The Bible is the blue print of Christianity but the bible was written 2,000 years ago, probably pretty progressive and modern at the time but looking old today in a totally different world with all the technological advance and scientific knowledge and after a series of social revolutions that have change dramatically life. If you think of it like that then yes Christianity is a long gone by philosophy that has to change and march the times if they want to survive in the modern world. But the same time Christianity is not about long hair, piercing, rock & roll; it is about good and evil and this message is beyond time, space and contemporary semantics and this applies to all religions, Islam, Buddhism or whatever else. So there is not issue for modernization, the message remains the same through time and space.
I think if the church – and here I’m not talking about religion but about the people that constitute the church - manage to accept this simple thing then with the help of time they can be tolerance to everything. I suppose back in 50s it would have been unthinkable to have a punk in the congregation nowadays in Finland you see women priests and vicars with dyed their hair purple and their nails bright red. I don’t think that changed the message these people communicate. But then you have to remember that I am an atheist.
But let’s return to the Finnish Evangelical-Lutheran Church. From one side I find overwhelmed the reaction of the people and I think that most of them used the event as a good excuse to stop paying the church tax in times of serious economic recession. If they were fully conscious to what they were doing then there are two problems.

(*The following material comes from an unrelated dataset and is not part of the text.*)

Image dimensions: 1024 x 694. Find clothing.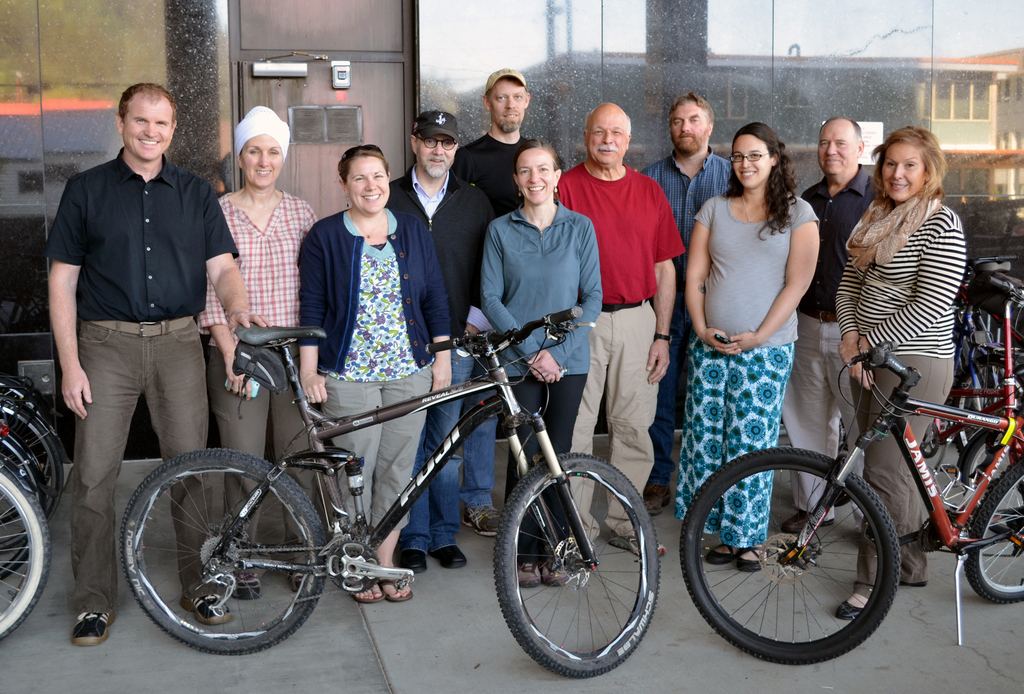
557 165 687 305.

First of all especially after the invasion of women priests in the Finnish Evangelical-Lutheran Church, Finns were spoiled expecting from the church to do anything radical and “modern” forgetting that the church has always been a conservative and very slow moving institution and second that the church in Finland has failed to pass the message and identify itself as an institution to its own congregation. Actually the church is not a club where members decide the rules and can change them all the time.
And here is where the Finnish Evangelical-Lutheran Church does the huge mistake the last few days, instead of making clear everything to return to basics it has gone inside a whole conversation on how much this whole mess will cost! Actually if more people leave the Finnish church the weeks to come it will not surprise me since now the people start feeling that it’s all about money and nothing about faith.

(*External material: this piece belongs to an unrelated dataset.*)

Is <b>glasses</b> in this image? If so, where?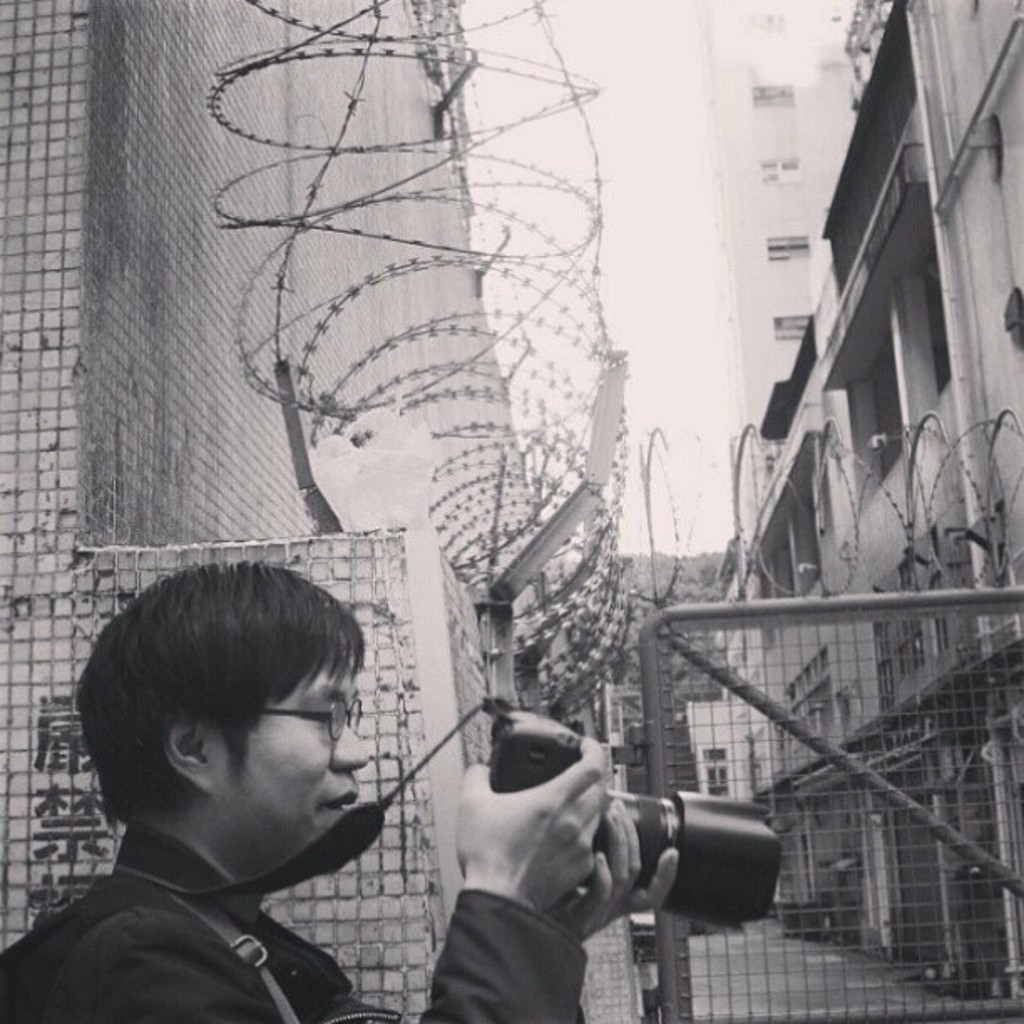
Yes, at {"left": 269, "top": 698, "right": 358, "bottom": 741}.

And one last thing, I’ve read in the Finnish news about the church’s reaction that was accompanied with the note that the poor and the needed are the ones who are going to lose. I find the note very cheap and populist and the answer in the same level could be that things would improve if the archbishop would sell his very contemporary and luxurious Mercedes-Benz and use the money to help the poor and needed.
I know that I have put too many things together in this text and in a very small space but I would have never done it if the Finnish church hadn’t gone so secular to defend something so spiritual.